South Park has shown us the “rustic charm” and “unique cafés” of SoDoSoPa (south of downtown South Park) while How I Met Your Mother takes us to DoWiSeTrePla (Downwind of the Sewage Treatment Plant).
Where are we going? To neighborhood names as brands.
Branding Neighborhoods
In downtown areas that have been gentrified, neighborhoods get new names. In San Francisco, there is SoMa (south of Market), in Oakland, NOBE (North Oakland, Berkeley and Emeryville), a section of Brooklyn became DUMBO (down under the Manhattan Bridge overpass) and instead of South Philly, we got Graduate Hospital.
NY’s BoHo (Bowery below Houston) never made it:

But here is DUMBO:

The SoHo Story
In a recent paper, several scholars looked at SoHo (south of Houston–pronounced how-ston) through their history of Greene Street. It is a story that shows how a neighborhood name gets value.
Manhattan neighborhoods:
Greene Street/SoHo History:
Visiting Greene Street during the first half of the 19th century, we would have seen upscale businesses and homes. Occupied by a residential population of doctors, lawyers, craftsmen and merchants, the area was upper middle class. All changed though when the hotels and a theater that were built nearby attracted prostitution. As the brothels proliferated, the residents departed.
But by 1880, again we have a drastic change. The nightlife moves uptown, the city’s hat makers select Greene Street as a new home and the block regains value. It did not last, though, and, as firms moved uptown after 1910, the area deteriorated until some called it Hell’s Hundred Acres.
Our story’s happy ending starts during the 1960s. Illegally moving in, a growing number of NYC artists were attracted by the area’s empty high-ceilinged factories. Soon art galleries followed and then posh stores and museums. At the same time, an urban planner decided to call the 73 acre neighborhood SoHo.
Reflected by Greene Street, the value of SoHo real estate skyrocketed:

Our Bottom Line: The Value of a Brand
For upscale stores like Tiffany and Lululemon, a name encompasses a world of images, of quality and of higher prices that together achieve some product differentiation. Similarly, signaling gentrification, real estate agents rename neighborhoods. Whereas the old name might represent rundown buildings and crime, the new name becomes a competitive device designed to increase demand, buoy prices and distinguish the area from its competitors.
So yes, it might be wise for us to care about the name of our neighborhood.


● **Exercise directions**:
Pictures excluded, retype the lines from the one containing "Describe the element at coordinates (728, 251)" through the last line of the data below, both included.

● **Collected data**:
════

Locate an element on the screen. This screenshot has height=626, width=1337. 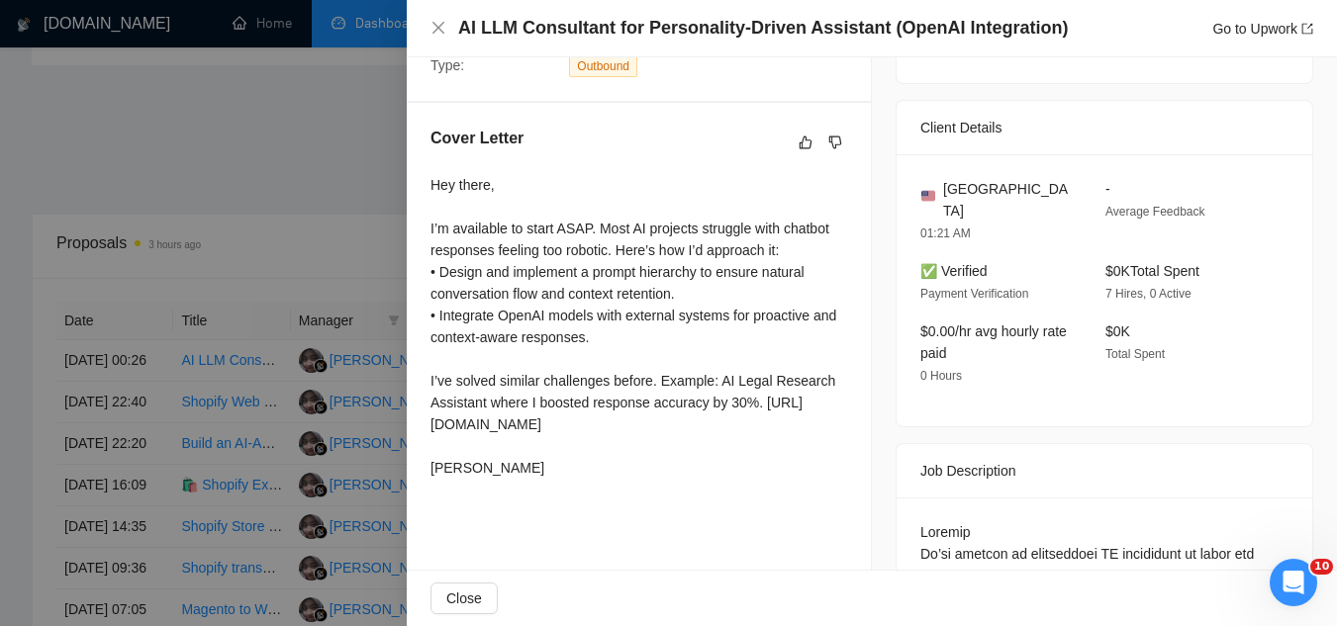
span: Outbound is located at coordinates (603, 66).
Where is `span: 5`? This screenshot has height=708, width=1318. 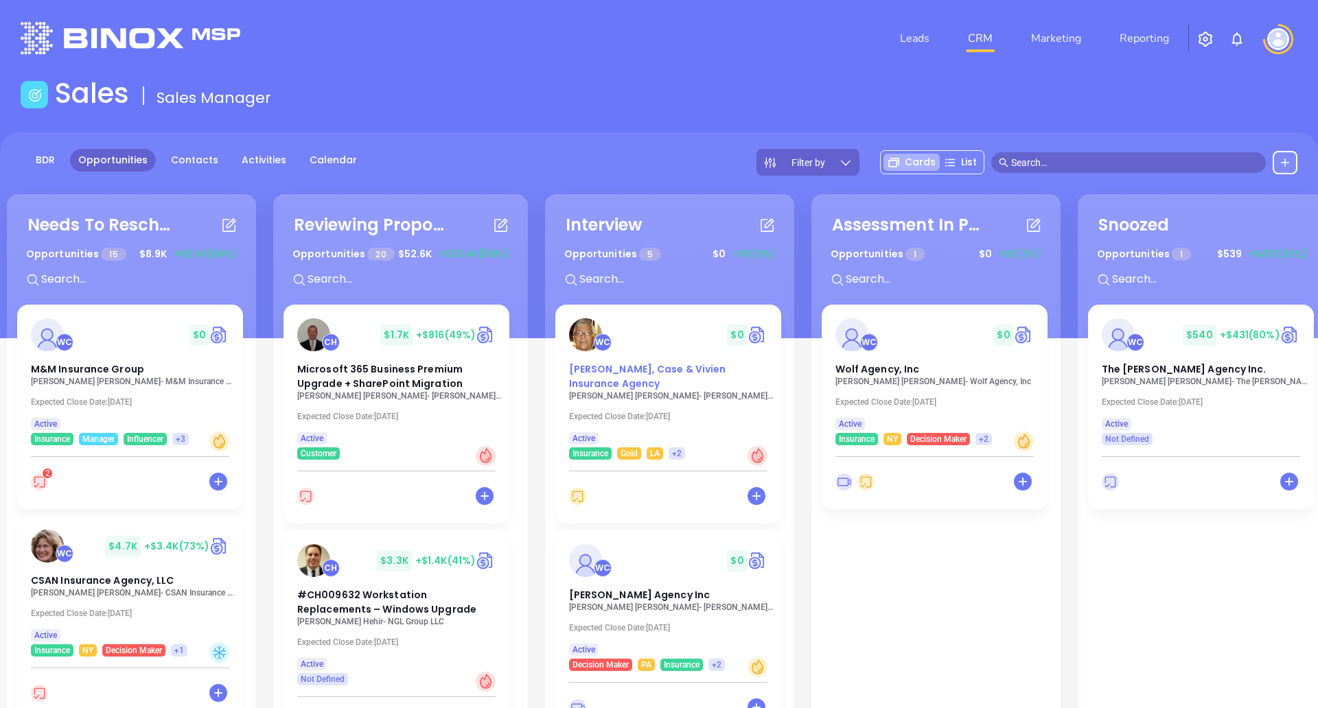
span: 5 is located at coordinates (650, 254).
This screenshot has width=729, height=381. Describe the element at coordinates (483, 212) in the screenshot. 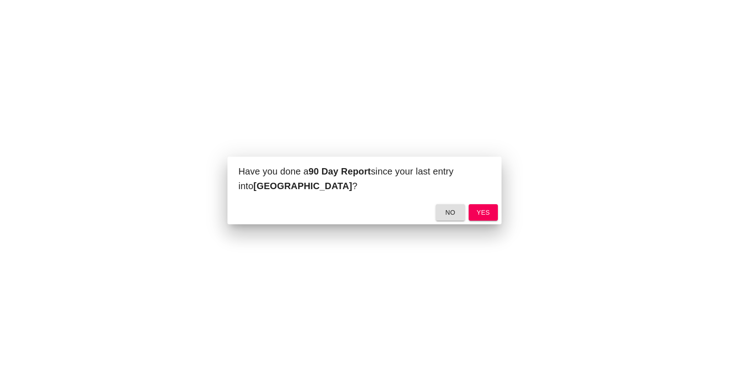

I see `button: yes` at that location.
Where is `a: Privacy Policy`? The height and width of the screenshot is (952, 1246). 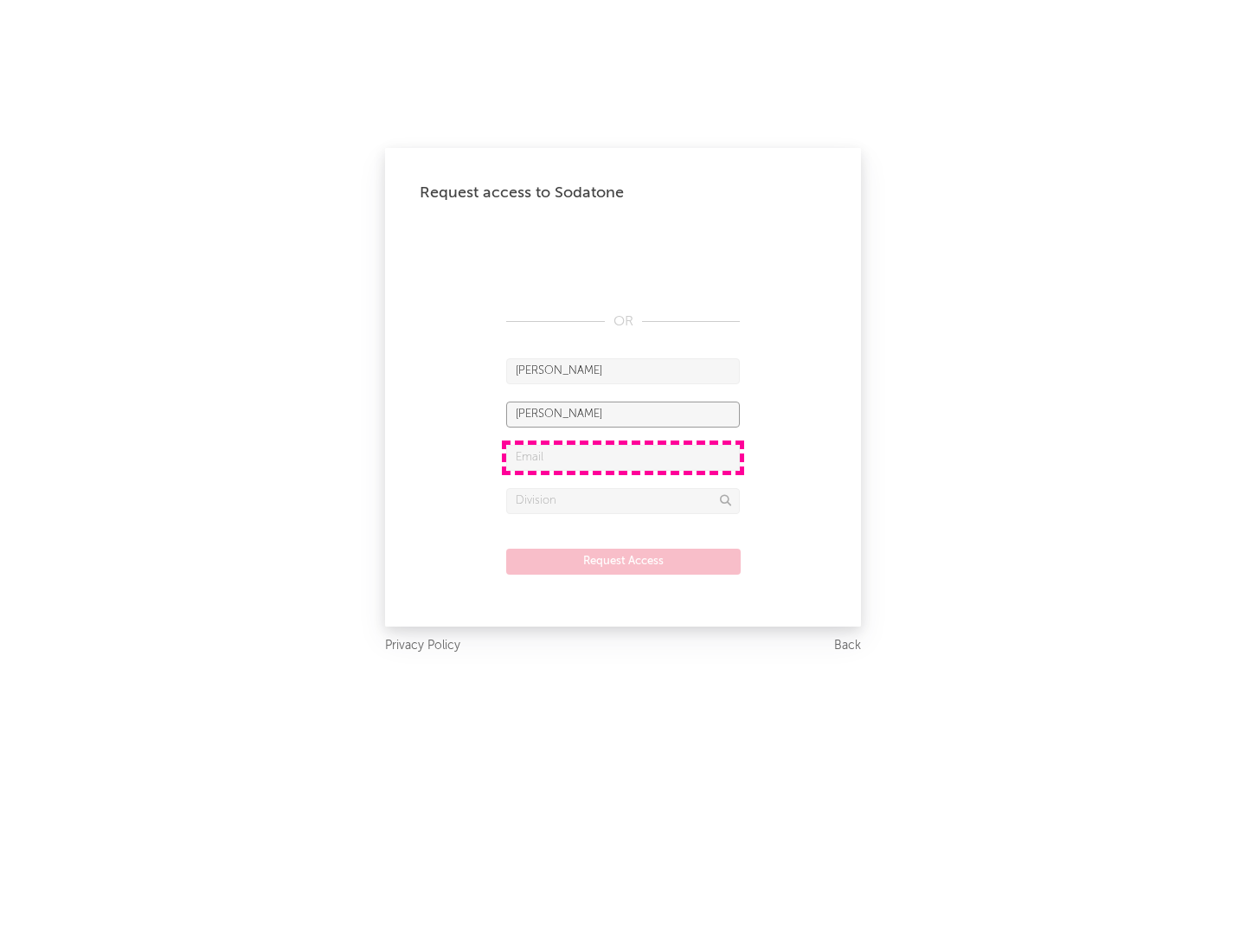
a: Privacy Policy is located at coordinates (422, 645).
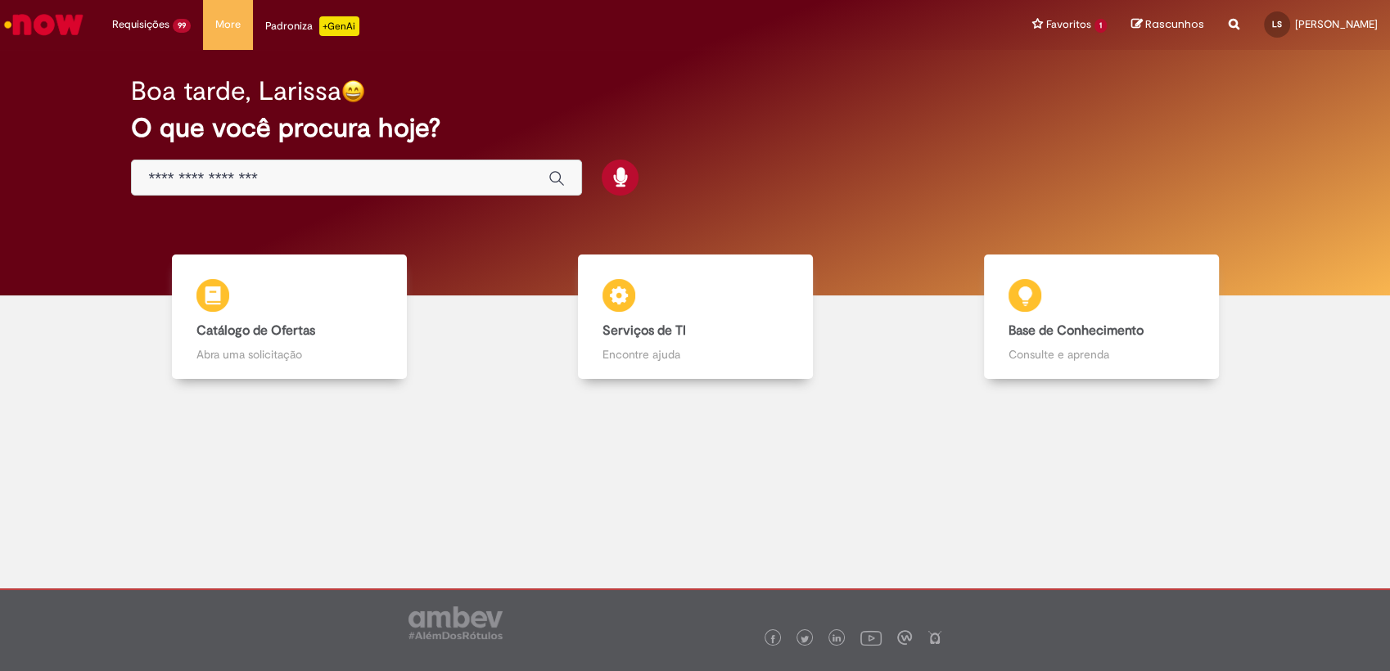 This screenshot has width=1390, height=671. What do you see at coordinates (1174, 24) in the screenshot?
I see `span: Rascunhos` at bounding box center [1174, 24].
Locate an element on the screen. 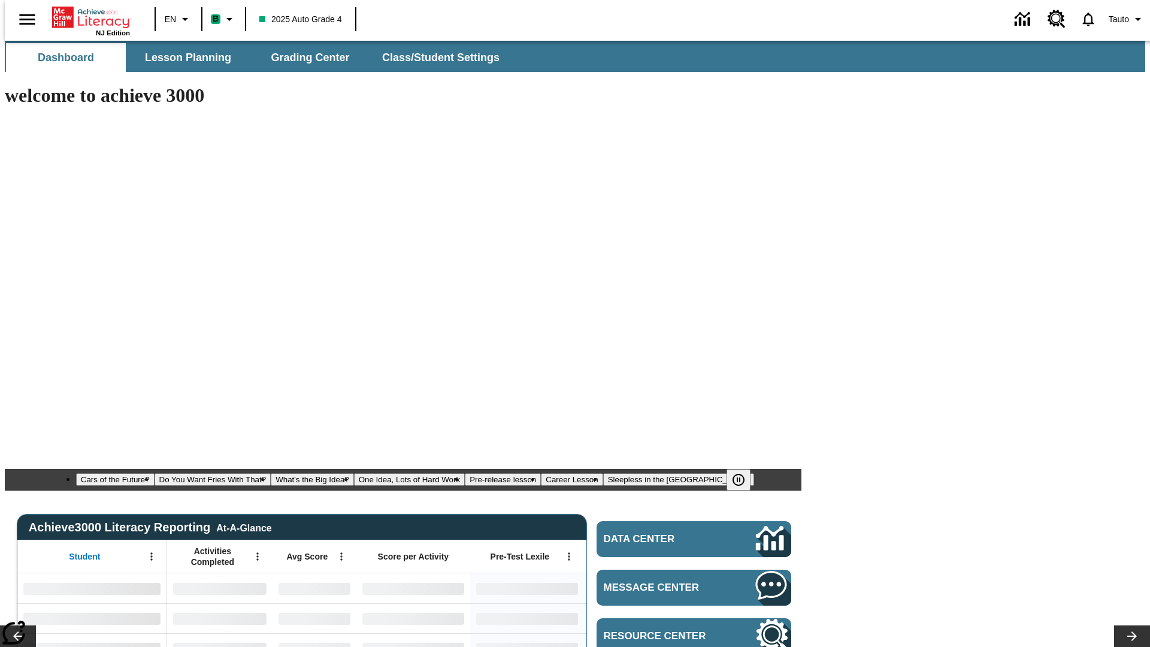 This screenshot has width=1150, height=647. button: Slide 1 Cars of the Future? is located at coordinates (115, 479).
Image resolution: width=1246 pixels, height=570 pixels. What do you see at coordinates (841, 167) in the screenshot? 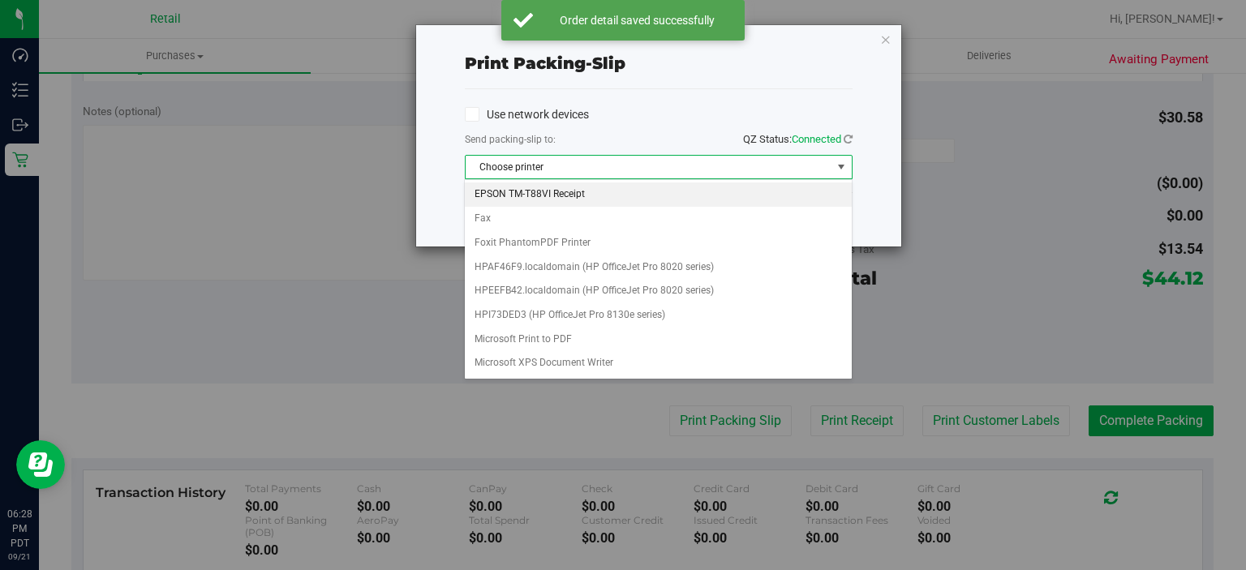
I see `span: select` at bounding box center [841, 167].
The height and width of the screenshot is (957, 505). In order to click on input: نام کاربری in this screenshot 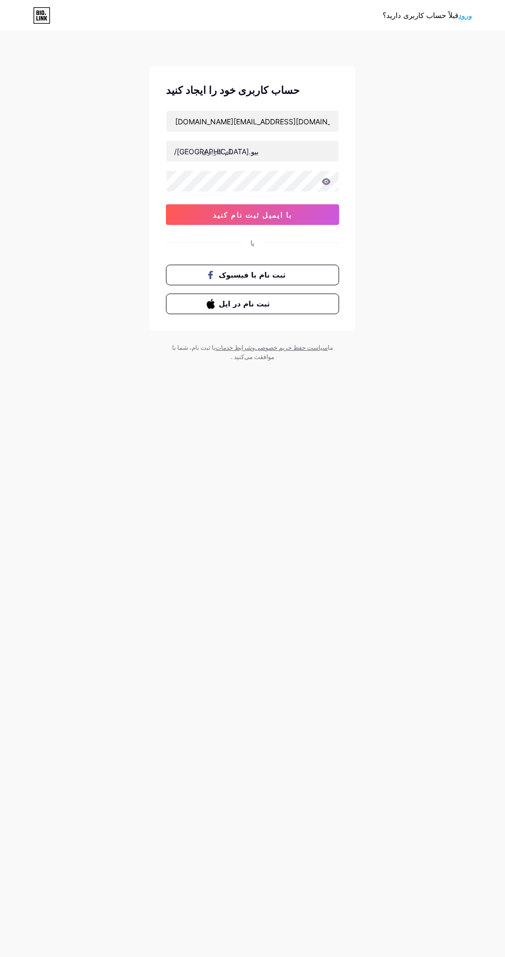, I will do `click(253, 151)`.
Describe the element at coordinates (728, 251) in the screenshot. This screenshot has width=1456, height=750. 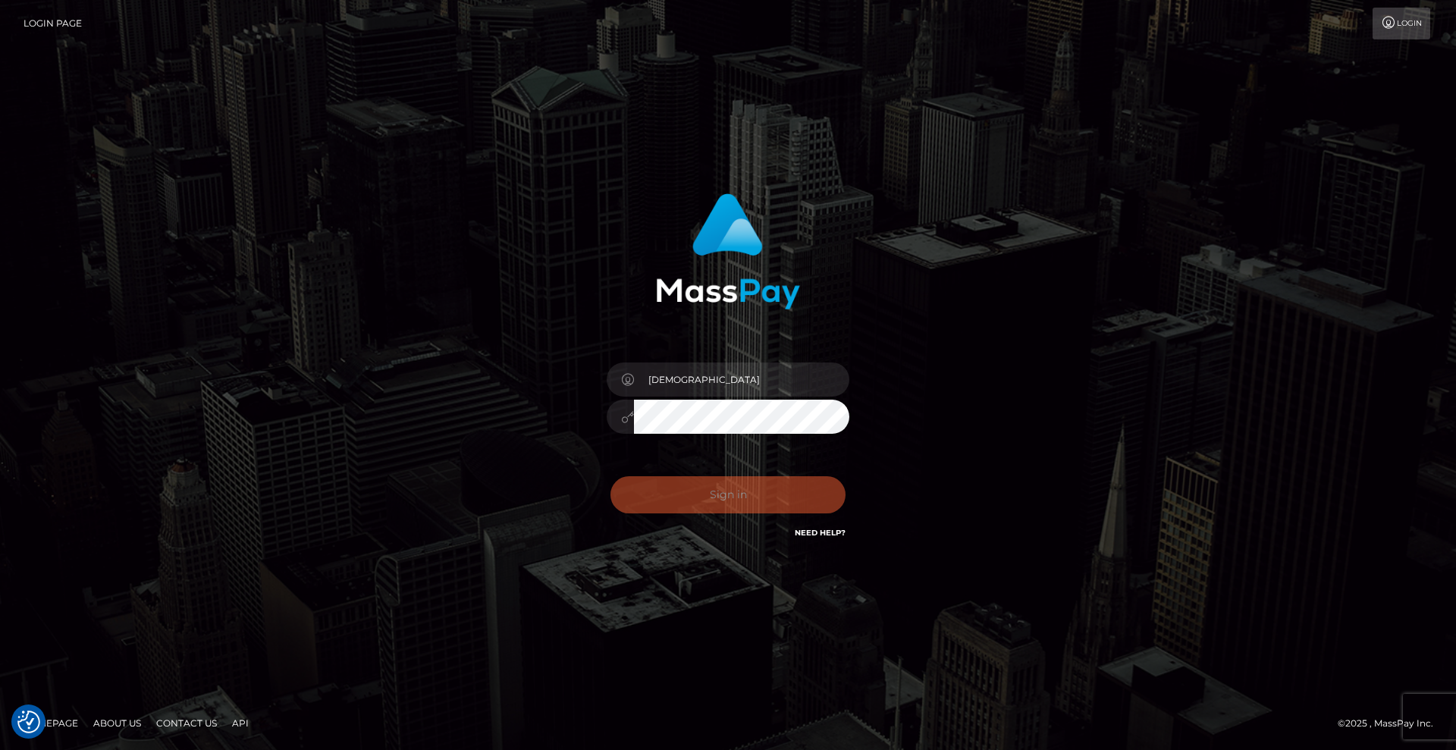
I see `img: MassPay Login` at that location.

════

● **Response to the exercise**:
Describe the element at coordinates (728, 251) in the screenshot. This screenshot has width=1456, height=750. 
I see `img: MassPay Login` at that location.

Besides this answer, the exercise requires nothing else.